With sea salt, you will want to start in the same place as with every other spice — focus on reducing its proportion to every other ingredient in the dish. With soups and similar dishes that have a high water content, you can simply add more water or sodium-free broth. If possible, add more of the other ingredients as well, aside from the sea salt. This reduces the concentration of sea salt and brings all your flavors back into balance.

Because sea salt’s flavor is mainly just a clean salinity, you don’t have to worry about masking any other flavor notes with your diluents. When diluting, be careful not to make your dish bland by overdoing the unsalted ingredients.

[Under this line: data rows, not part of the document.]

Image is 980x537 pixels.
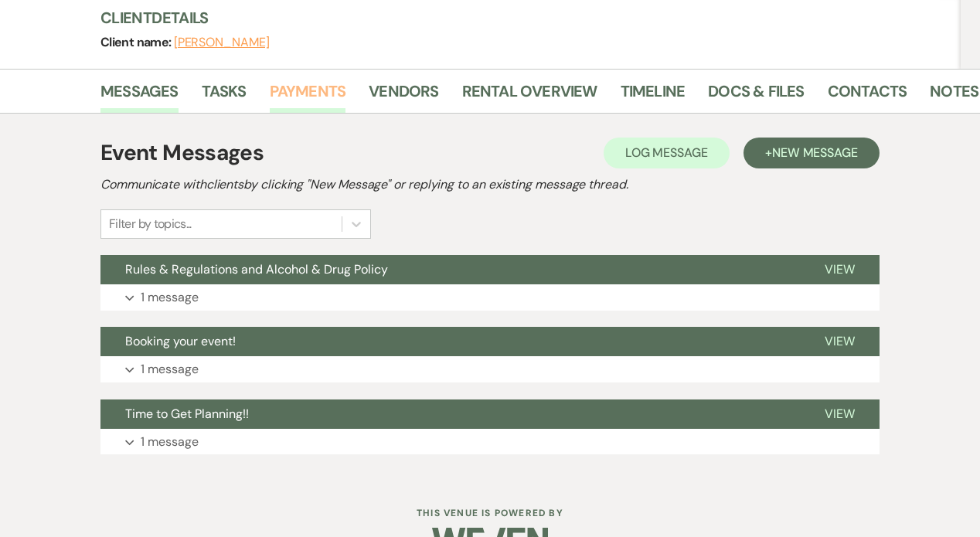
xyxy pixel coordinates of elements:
button: Booking your event! [100,327,800,356]
h3: Client Details [100,7,945,29]
a: Contacts [827,79,907,113]
span: View [825,333,855,349]
button: Log Message [604,137,729,169]
span: Rules & Regulations and Alcohol & Drug Policy [125,261,388,277]
a: Tasks [201,79,246,113]
button: 1 message [100,356,879,383]
h1: Event Messages [100,137,263,170]
a: Docs & Files [707,79,803,113]
span: Client name: [100,34,174,51]
p: 1 message [141,288,199,308]
h2: Communicate with clients by clicking "New Message" or replying to an existing message thread. [100,175,879,194]
span: View [825,261,855,277]
p: 1 message [141,432,199,452]
button: 1 message [100,284,879,310]
div: Filter by topics... [109,215,191,234]
span: New Message [772,144,857,161]
a: Rental Overview [462,79,597,113]
button: +New Message [744,137,879,169]
a: Timeline [621,79,685,113]
button: 1 message [100,429,879,455]
button: View [800,255,879,284]
a: Notes [929,79,978,113]
button: View [800,327,879,356]
span: View [825,406,855,422]
button: Rules & Regulations and Alcohol & Drug Policy [100,255,800,284]
button: View [800,400,879,429]
span: Booking your event! [125,333,236,349]
button: Time to Get Planning!! [100,400,800,429]
a: Messages [100,79,179,113]
p: 1 message [141,359,199,379]
a: Vendors [368,79,438,113]
span: Log Message [625,144,707,161]
a: Payments [270,79,347,113]
span: Time to Get Planning!! [125,406,249,422]
button: [PERSON_NAME] [174,36,270,49]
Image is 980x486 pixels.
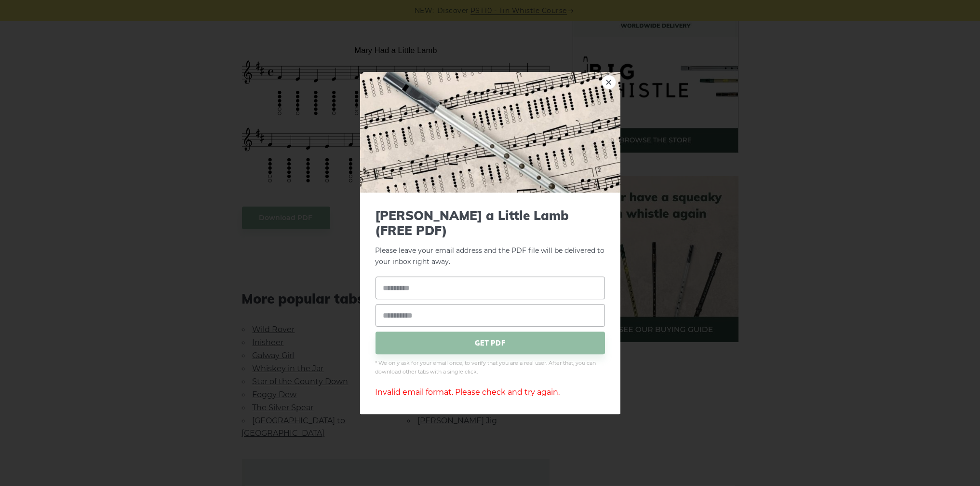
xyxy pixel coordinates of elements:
span: * We only ask for your email once, to verify that you are a real user. After that, you can downlo... [375,360,605,377]
span: GET PDF [375,332,605,355]
a: × [602,75,616,89]
span: [PERSON_NAME] a Little Lamb (FREE PDF) [375,208,605,238]
div: Invalid email format. Please check and try again. [375,386,605,399]
img: Tin Whistle Tab Preview [360,72,621,192]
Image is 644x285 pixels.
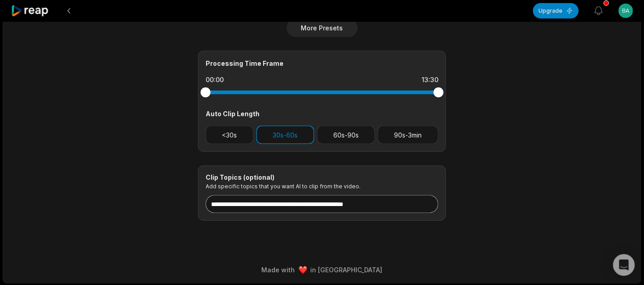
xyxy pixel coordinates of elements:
img: heart emoji [299,266,307,274]
p: Add specific topics that you want AI to clip from the video. [205,183,439,189]
div: Clip Topics (optional) [205,173,439,181]
button: More Presets [286,19,358,37]
div: Processing Time Frame [205,59,439,68]
div: Open Intercom Messenger [613,254,636,276]
button: <30s [205,125,254,144]
button: Upgrade [533,3,579,18]
div: 00:00 [205,75,224,84]
button: 60s-90s [317,125,376,144]
button: 30s-60s [257,125,315,144]
div: 13:30 [422,75,439,84]
div: Auto Clip Length [205,108,439,118]
div: Made with in [GEOGRAPHIC_DATA] [11,265,633,274]
button: 90s-3min [378,125,439,144]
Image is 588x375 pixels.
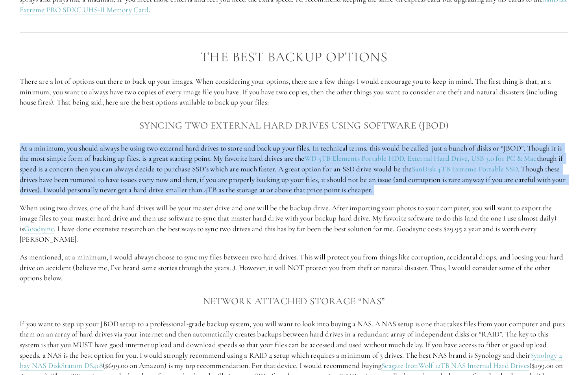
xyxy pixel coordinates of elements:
p: When using two drives, one of the hard drives will be your master drive and one will be the backu... [20,203,568,245]
h2: The Best Backup Options [20,50,568,65]
a: Seagate IronWolf 12TB NAS Internal Hard Drives [381,361,529,371]
p: There are a lot of options out there to back up your images. When considering your options, there... [20,76,568,108]
a: WD 5TB Elements Portable HDD, External Hard Drive, USB 3.0 for PC & Mac [304,154,537,164]
p: As mentioned, at a minimum, I would always choose to sync my files between two hard drives. This ... [20,252,568,284]
p: At a minimum, you should always be using two external hard drives to store and back up your files... [20,143,568,196]
h3: Network Attached Storage “NAS” [20,293,568,309]
a: Goodsync [24,224,54,234]
a: SanDisk 4TB Extreme Portable SSD [411,164,517,174]
a: Synology 4 bay NAS DiskStation DS418 [20,351,564,371]
h3: Syncing two external hard drives using software (JBOD) [20,118,568,133]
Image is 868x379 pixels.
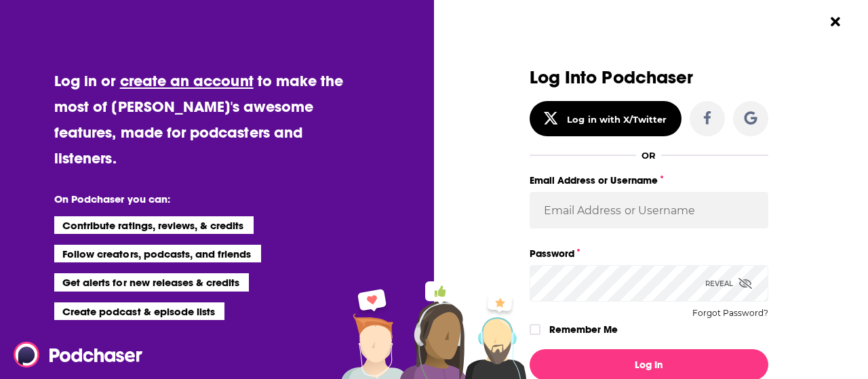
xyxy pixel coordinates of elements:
[530,101,682,137] button: Log in with X/Twitter
[54,273,249,291] li: Get alerts for new releases & credits
[14,342,144,367] img: Podchaser - Follow, Share and Rate Podcasts
[14,342,133,367] a: Podchaser - Follow, Share and Rate Podcasts
[692,308,769,318] button: Forgot Password?
[530,68,769,87] h3: Log Into Podchaser
[530,172,769,189] label: Email Address or Username
[642,150,656,161] div: OR
[567,114,667,125] div: Log in with X/Twitter
[530,245,769,263] label: Password
[54,216,254,234] li: Contribute ratings, reviews, & credits
[120,71,254,90] a: create an account
[54,193,326,205] li: On Podchaser you can:
[706,266,753,301] div: Reveal
[530,192,769,229] input: Email Address or Username
[550,321,618,338] label: Remember Me
[54,245,261,263] li: Follow creators, podcasts, and friends
[823,9,849,35] button: Close Button
[54,302,225,320] li: Create podcast & episode lists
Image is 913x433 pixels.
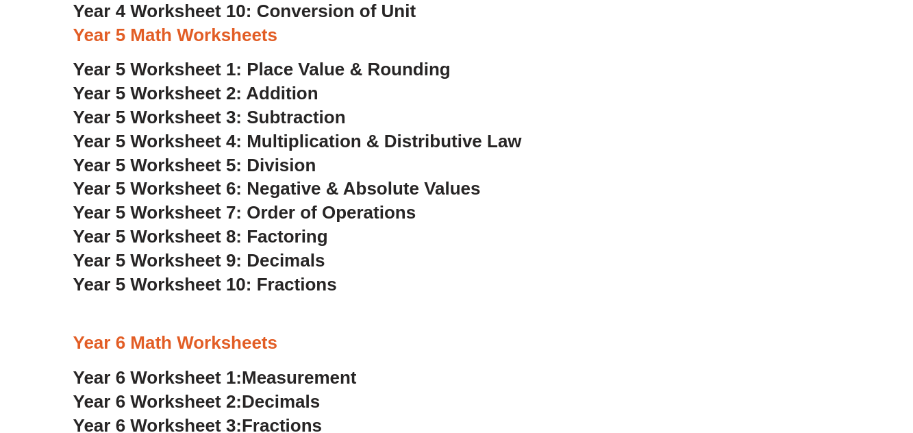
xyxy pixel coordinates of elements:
a: Year 5 Worksheet 1: Place Value & Rounding [73,59,451,79]
a: Year 6 Worksheet 1:Measurement [73,367,357,388]
iframe: Chat Widget [685,278,913,433]
a: Year 5 Worksheet 2: Addition [73,83,319,103]
a: Year 5 Worksheet 6: Negative & Absolute Values [73,178,481,199]
span: Measurement [242,367,357,388]
span: Year 6 Worksheet 1: [73,367,243,388]
h3: Year 5 Math Worksheets [73,24,841,47]
a: Year 5 Worksheet 9: Decimals [73,250,325,271]
a: Year 5 Worksheet 3: Subtraction [73,107,346,127]
a: Year 5 Worksheet 5: Division [73,155,317,175]
a: Year 5 Worksheet 7: Order of Operations [73,202,417,223]
a: Year 5 Worksheet 4: Multiplication & Distributive Law [73,131,522,151]
h3: Year 6 Math Worksheets [73,332,841,355]
a: Year 5 Worksheet 10: Fractions [73,274,337,295]
a: Year 4 Worksheet 10: Conversion of Unit [73,1,417,21]
span: Decimals [242,391,320,412]
span: Year 6 Worksheet 2: [73,391,243,412]
a: Year 5 Worksheet 8: Factoring [73,226,328,247]
a: Year 6 Worksheet 2:Decimals [73,391,321,412]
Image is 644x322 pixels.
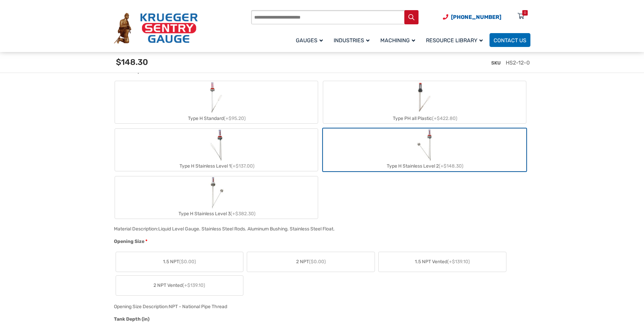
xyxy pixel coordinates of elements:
[524,10,526,15] div: 0
[115,177,318,219] label: Type H Stainless Level 3
[115,209,318,219] div: Type H Stainless Level 3
[415,258,470,265] span: 1.5 NPT Vented
[231,163,255,169] span: (+$137.00)
[114,13,198,44] img: Krueger Sentry Gauge
[114,226,158,231] span: Material Description:
[224,115,246,121] span: (+$95.20)
[443,13,502,21] a: Phone Number (920) 434-8860
[183,282,206,288] span: (+$139.10)
[380,37,416,43] span: Machining
[422,32,490,48] a: Resource Library
[115,81,318,123] label: Type H Standard
[230,211,256,217] span: (+$382.30)
[115,129,318,171] label: Type H Stainless Level 1
[296,37,323,43] span: Gauges
[154,282,206,289] span: 2 NPT Vented
[114,316,149,322] span: Tank Depth (in)
[323,81,526,123] label: Type PH all Plastic
[163,258,196,265] span: 1.5 NPT
[115,113,318,123] div: Type H Standard
[377,32,422,48] a: Machining
[447,259,470,265] span: (+$139.10)
[432,115,458,121] span: (+$422.80)
[506,59,530,66] span: HS2-12-0
[334,37,370,43] span: Industries
[426,37,483,43] span: Resource Library
[490,33,530,47] a: Contact Us
[114,304,168,309] span: Opening Size Description:
[323,129,526,171] label: Type H Stainless Level 2
[451,14,502,20] span: [PHONE_NUMBER]
[296,258,326,265] span: 2 NPT
[146,238,147,245] abbr: required
[439,163,463,169] span: (+$148.30)
[330,32,377,48] a: Industries
[493,37,527,43] span: Contact Us
[115,161,318,171] div: Type H Stainless Level 1
[309,259,326,265] span: ($0.00)
[168,304,227,309] div: NPT - National Pipe Thread
[179,259,196,265] span: ($0.00)
[323,161,526,171] div: Type H Stainless Level 2
[491,60,501,66] span: SKU
[292,32,330,48] a: Gauges
[323,113,526,123] div: Type PH all Plastic
[158,226,334,231] div: Liquid Level Gauge. Stainless Steel Rods. Aluminum Bushing. Stainless Steel Float.
[114,238,144,244] span: Opening Size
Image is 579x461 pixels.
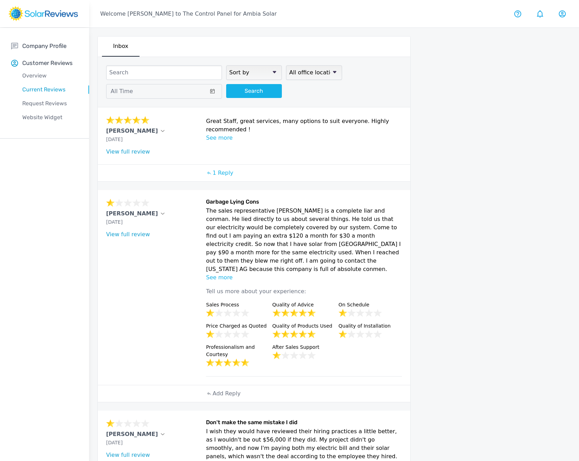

Physically remove the salt

Getting salt out of a dish before it dissolves is easier to do with some dishes than with others. If you have sprinkled too much salt on a steak just before serving it, you may be able to brush the crystals off before they dissolve. Similarly, it is sometimes possible to scoop out the extra salt if you add a tablespoon instead of a teaspoon to the dry ingredients when baking. Large salt grains in a soup or similar dish may be skimmed out before they break down and give their salinity to everything in the dish. You will have to act quickly as salt does not take long to break down.

Add a creamy ingredient

The mouth-coating effect of creamy foods helps to mute the taste of sea salt as well as those of other strong spices. You may have to get creative when choosing your source of creaminess. It should be appropriate to the dish you are making. While dairy products will work since they tend to mask most flavors, you are not limited to them. You can try other options that have a similar mouthfeel, like coconut milk.

Make it sweeter

Sweetness is often the perfect remedy for overly strong savory flavors. It is great for remedying too much sea salt as well. It works as a solution for excess sea salt in both savory and sweet dishes. In savory dishes, note that the objective is not to make the dish perceptibly sweet. In fact, you should avoid this. What you want is simply to add enough sugar that you are able to neutralize the harshness of the sea salt.

Make it more acidic

An acidic ingredient may have a similar effect as a sweet ingredient; namely, it serves as a tool of distraction for your palate. It can cut through the extra salinity and provide another flavor note to keep the dish from being overpowered. Your options for acids used to rescue savory dishes range from vinegar to lime juice. Lime juice can also be used in sweet dishes.

Add potato

When it comes to saving a dish that has too much of a particular seasoning, the potato is your friend. One of its many uses is as a kind of flavor sponge that can soak up everything from too much chile pepper heat to too much acidity. It can soak up salt as well, as long as you are making a dish with a lot of liquid like a stew or soup. Simply add a few chunks of potato.